On (a) and (b), we describe this at a high level here.
We don’t really have anything written on (c) or (d). (c) really depends a lot on effort, so I’d probably prefer to talk mostly about (d) including what evalutions would be needed at various points etc.
For (a), I think we potentially care about all of:
Systems which are perhaps qualitatively similarly smart to OK software engineers and which are capable of speeding up R&D work by 10x (speedups aren’t higher due to human bottlenecks). (On a nearcast, we’d expect such systems to be very broadly knowledgeable, pretty fast, and very well tuned for many of their usages.)
Systems which nearly strictly dominate top human scientists on capability and which are perhaps similar in qualitative intelligence (I’d guess notably, but not wildly weaker and compensating in various ways.) Such systems likely some domains/properties in which they are much better than any human or nearly any human.
Systems which are qualitatively smarter than any human by a small amount.
It’s likely control is breaking down by (3) unless control ends up being quite easy or the implementation/evaluation is very good.
On (b) we plan on talking more about this soon. (Buck’s recent EAGx talk is pretty up to date with our current thinking, though this talk is obviously not that detailed. IDK if you can find a recording anywhere.)
On (a) and (b), we describe this at a high level here.
We don’t really have anything written on (c) or (d). (c) really depends a lot on effort, so I’d probably prefer to talk mostly about (d) including what evalutions would be needed at various points etc.
For (a), I think we potentially care about all of:
Systems which are perhaps qualitatively similarly smart to OK software engineers and which are capable of speeding up R&D work by 10x (speedups aren’t higher due to human bottlenecks). (On a nearcast, we’d expect such systems to be very broadly knowledgeable, pretty fast, and very well tuned for many of their usages.)
Systems which nearly strictly dominate top human scientists on capability and which are perhaps similar in qualitative intelligence (I’d guess notably, but not wildly weaker and compensating in various ways.) Such systems likely some domains/properties in which they are much better than any human or nearly any human.
Systems which are qualitatively smarter than any human by a small amount.
It’s likely control is breaking down by (3) unless control ends up being quite easy or the implementation/evaluation is very good.
On (b) we plan on talking more about this soon. (Buck’s recent EAGx talk is pretty up to date with our current thinking, though this talk is obviously not that detailed. IDK if you can find a recording anywhere.)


REQUIREMENT
Reproduce the records below in full and word for word, excluding pictures.

WORKING DATA
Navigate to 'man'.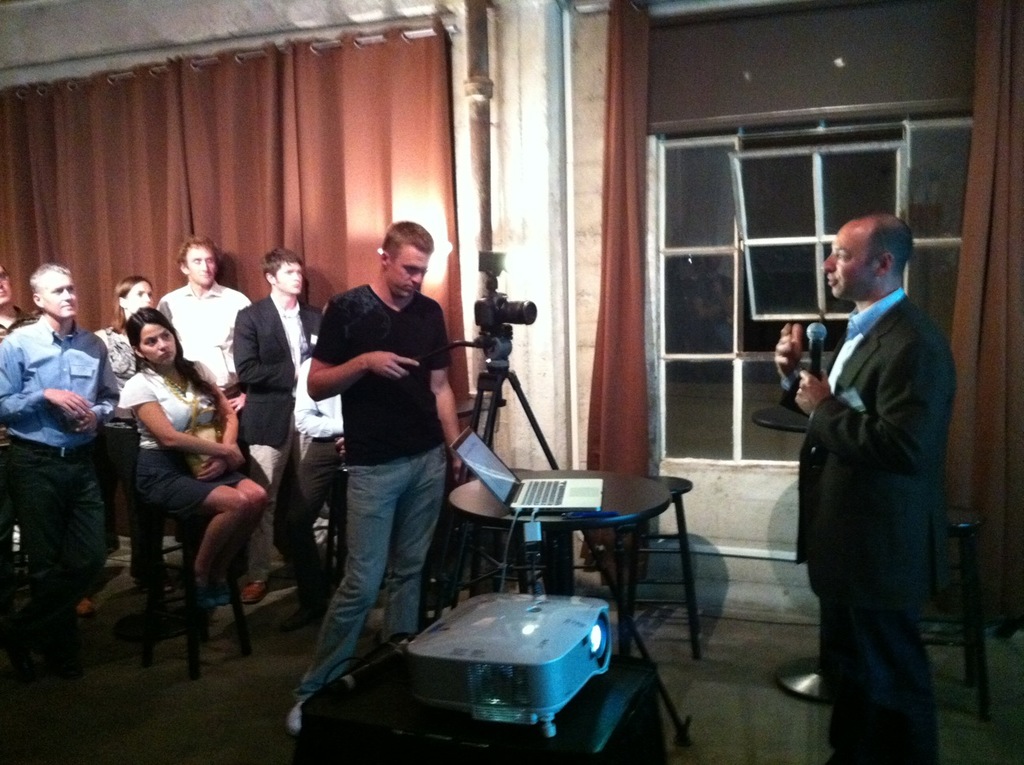
Navigation target: 156,237,254,458.
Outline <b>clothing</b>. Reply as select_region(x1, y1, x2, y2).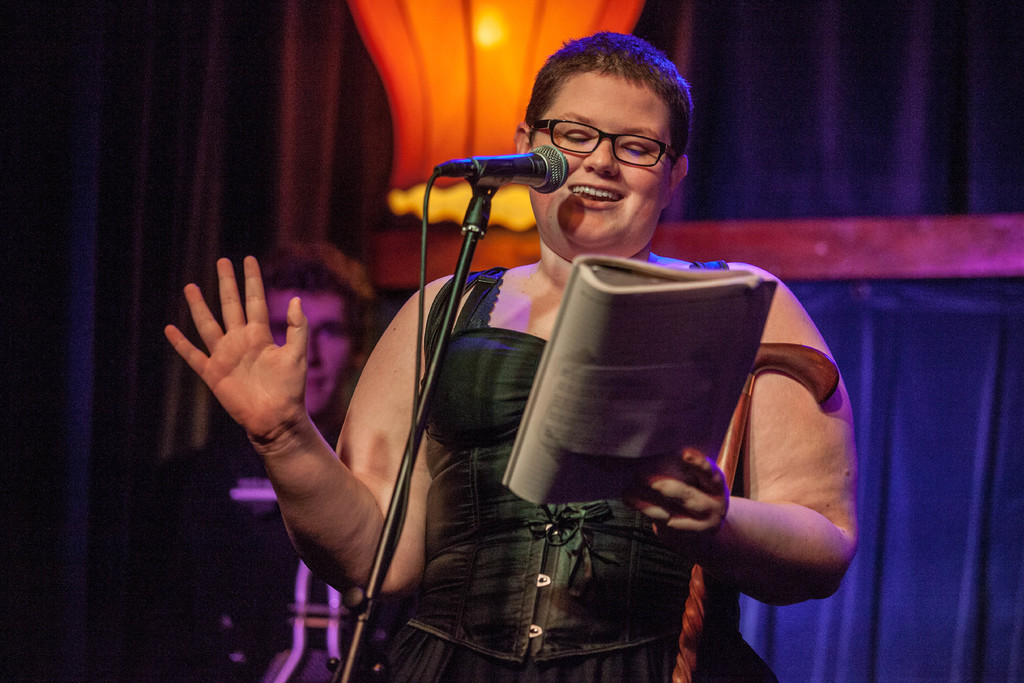
select_region(378, 267, 769, 682).
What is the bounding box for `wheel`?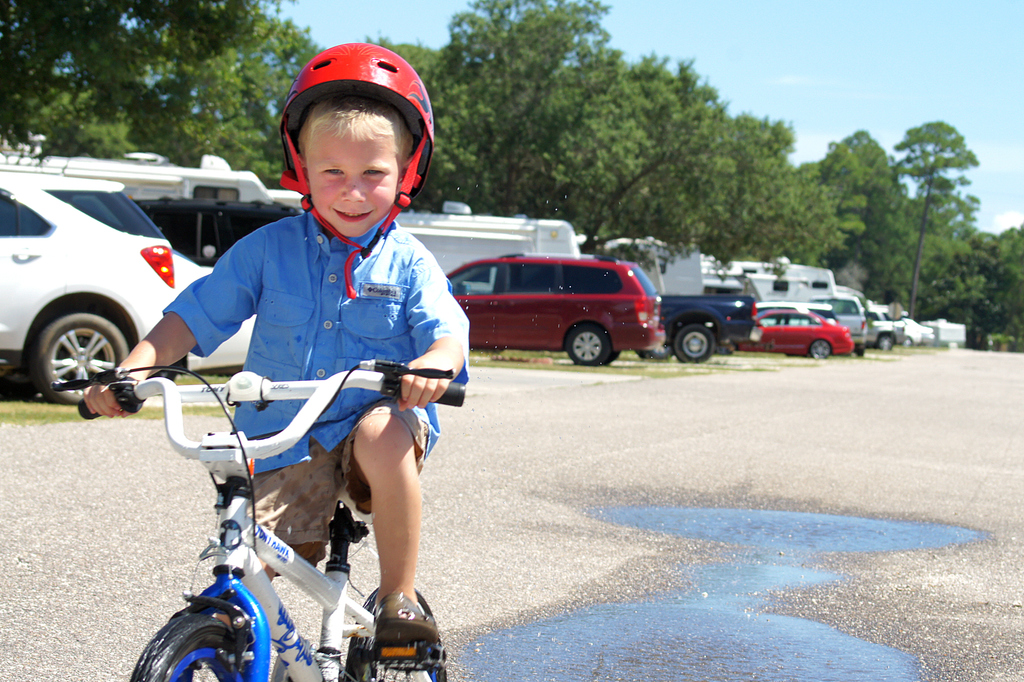
x1=807, y1=341, x2=832, y2=361.
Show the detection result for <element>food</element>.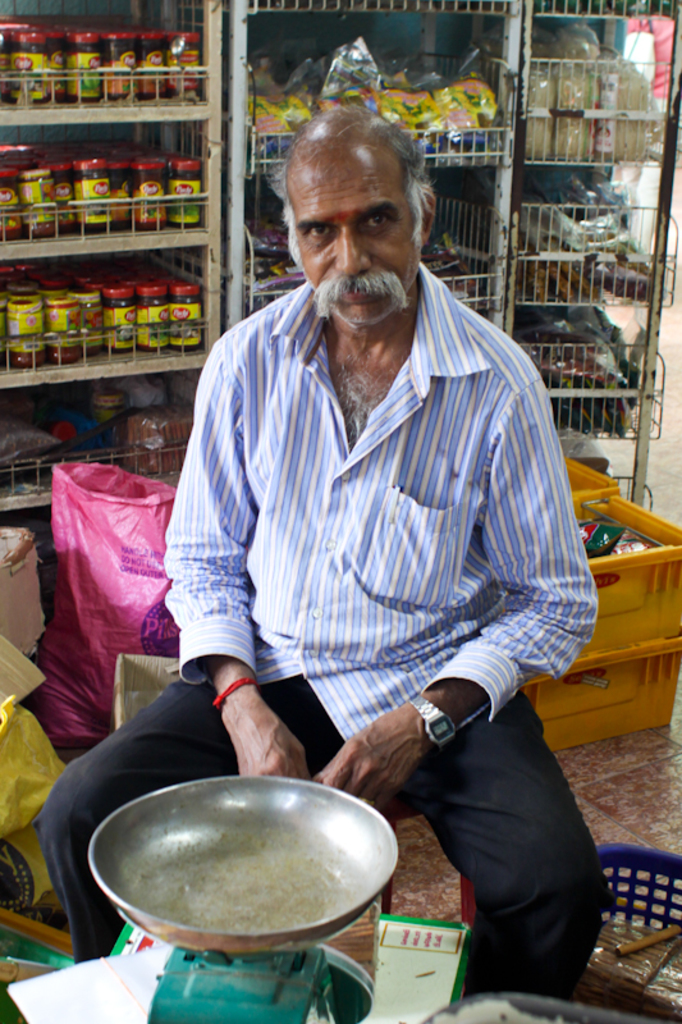
bbox=(134, 289, 171, 358).
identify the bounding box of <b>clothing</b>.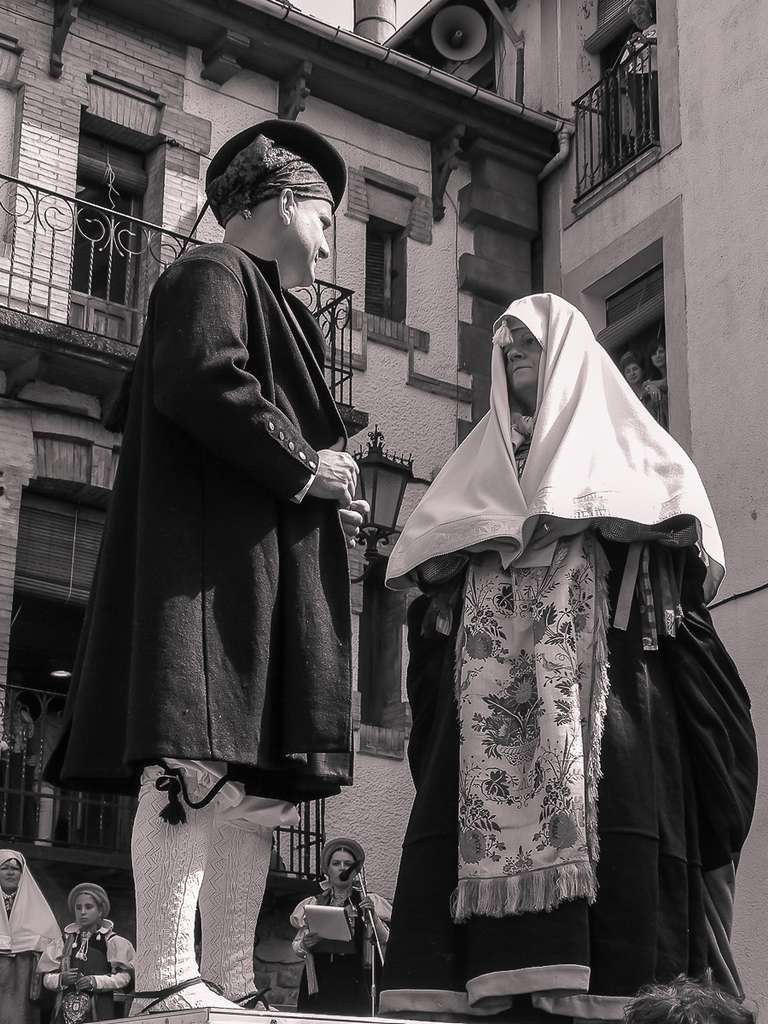
select_region(27, 923, 139, 1023).
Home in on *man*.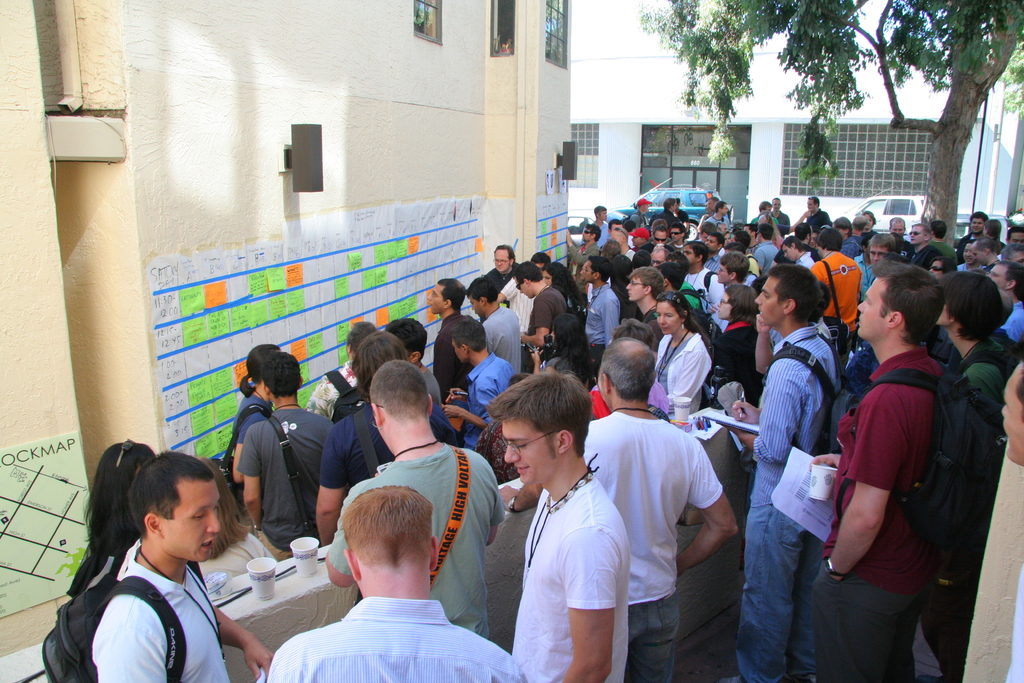
Homed in at (746,197,779,224).
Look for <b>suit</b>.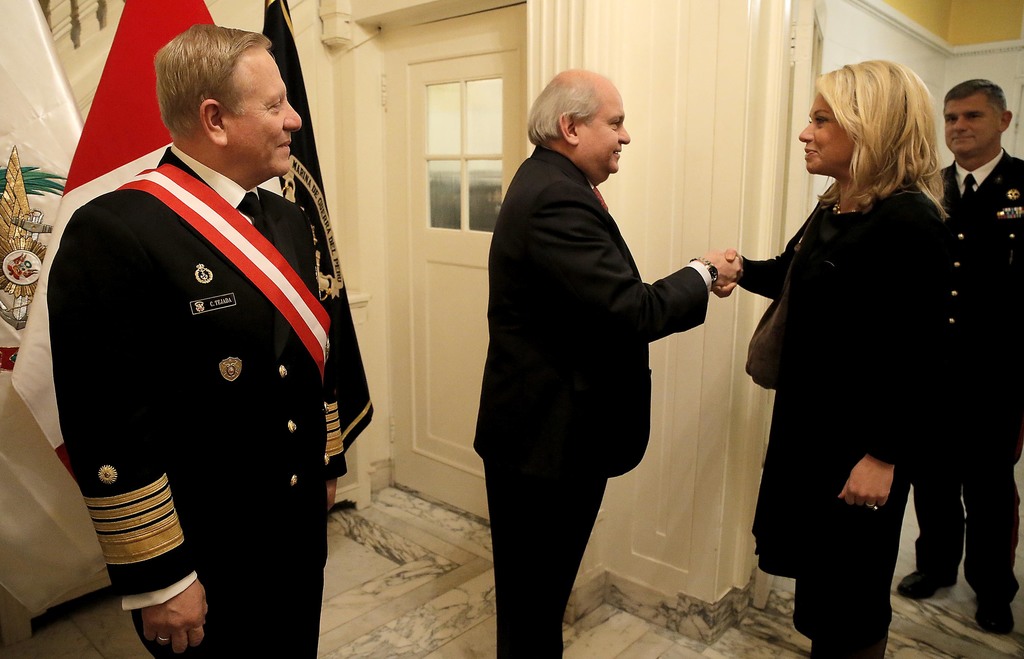
Found: (left=45, top=143, right=348, bottom=658).
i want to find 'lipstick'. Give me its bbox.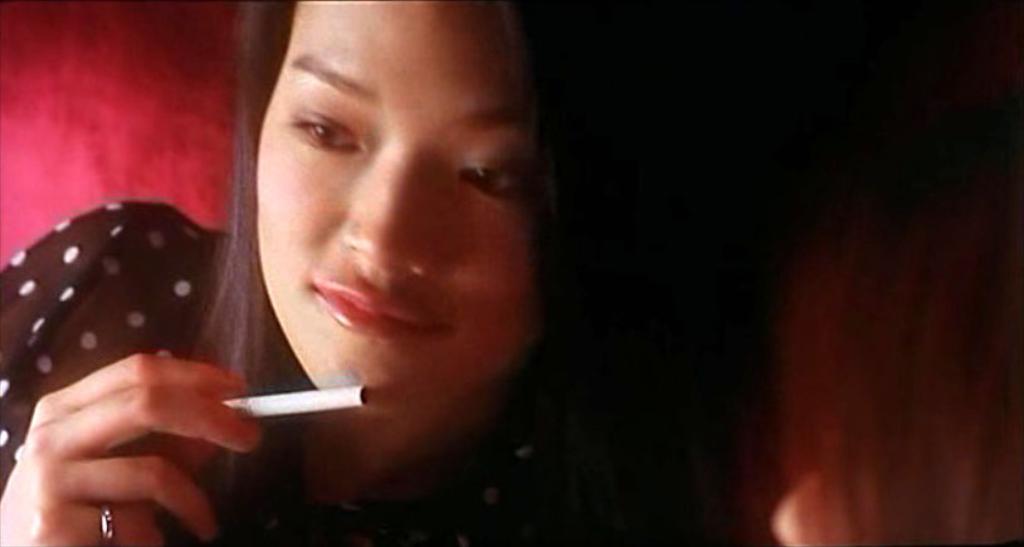
select_region(309, 275, 438, 342).
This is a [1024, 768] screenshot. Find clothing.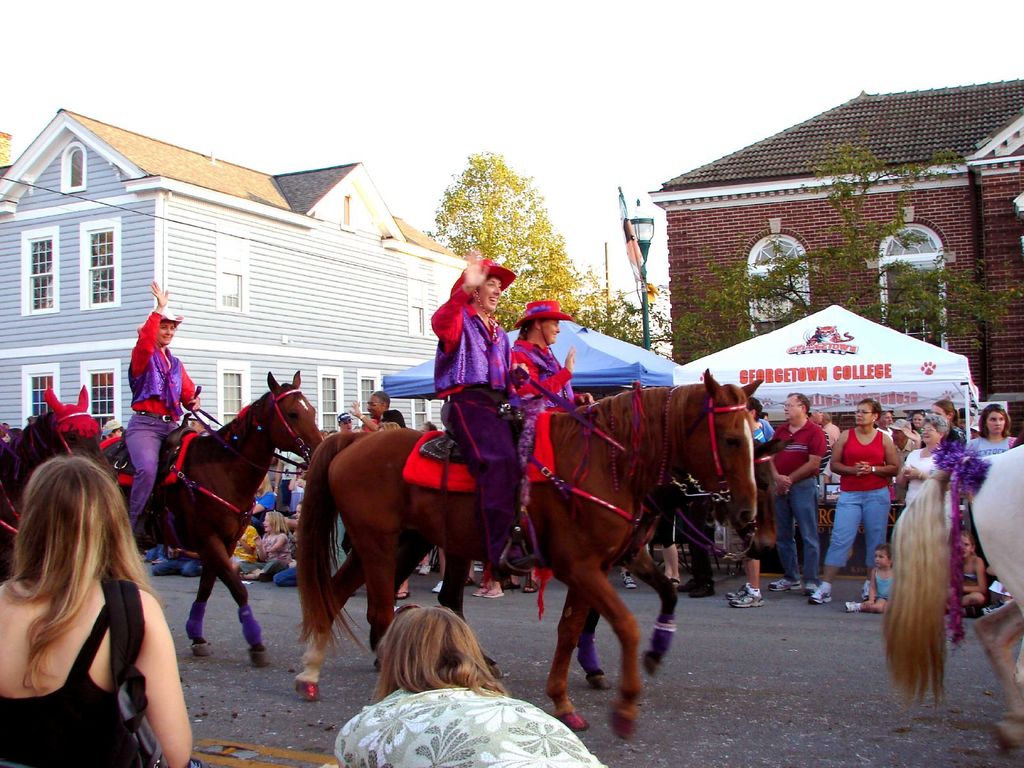
Bounding box: (left=828, top=429, right=892, bottom=572).
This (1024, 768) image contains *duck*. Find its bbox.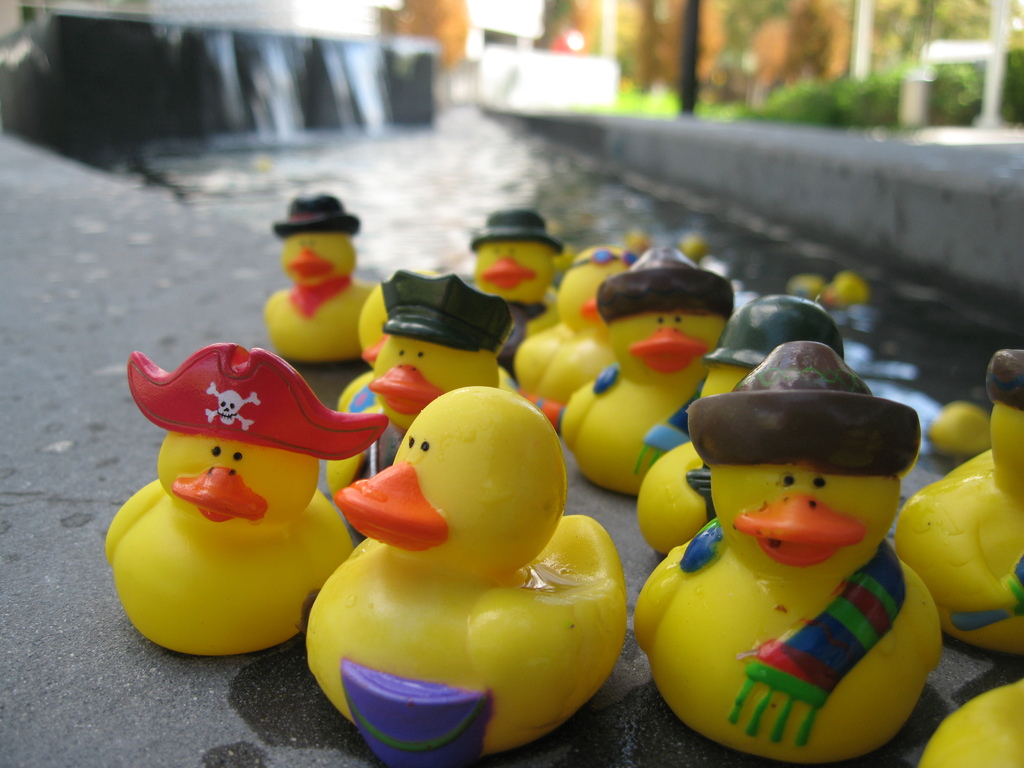
<bbox>266, 196, 417, 368</bbox>.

EXERCISE ANSWER
Navigate to 'man'.
Navigation target: 156,237,254,458.
Outline <b>clothing</b>. Reply as select_region(x1, y1, x2, y2).
select_region(378, 267, 769, 682).
What is the bounding box for `wheel`?
x1=807, y1=341, x2=832, y2=361.
Show the detection result for <element>food</element>.
bbox=(134, 289, 171, 358).
identify the bounding box of <b>clothing</b>.
select_region(27, 923, 139, 1023).
Home in on *man*.
Homed in at (746,197,779,224).
Look for <b>suit</b>.
Found: (left=45, top=143, right=348, bottom=658).
i want to find 'lipstick'. Give me its bbox.
select_region(309, 275, 438, 342).
This is a [1024, 768] screenshot. Find clothing.
Bounding box: (left=828, top=429, right=892, bottom=572).
This (1024, 768) image contains *duck*. Find its bbox.
<bbox>266, 196, 417, 368</bbox>.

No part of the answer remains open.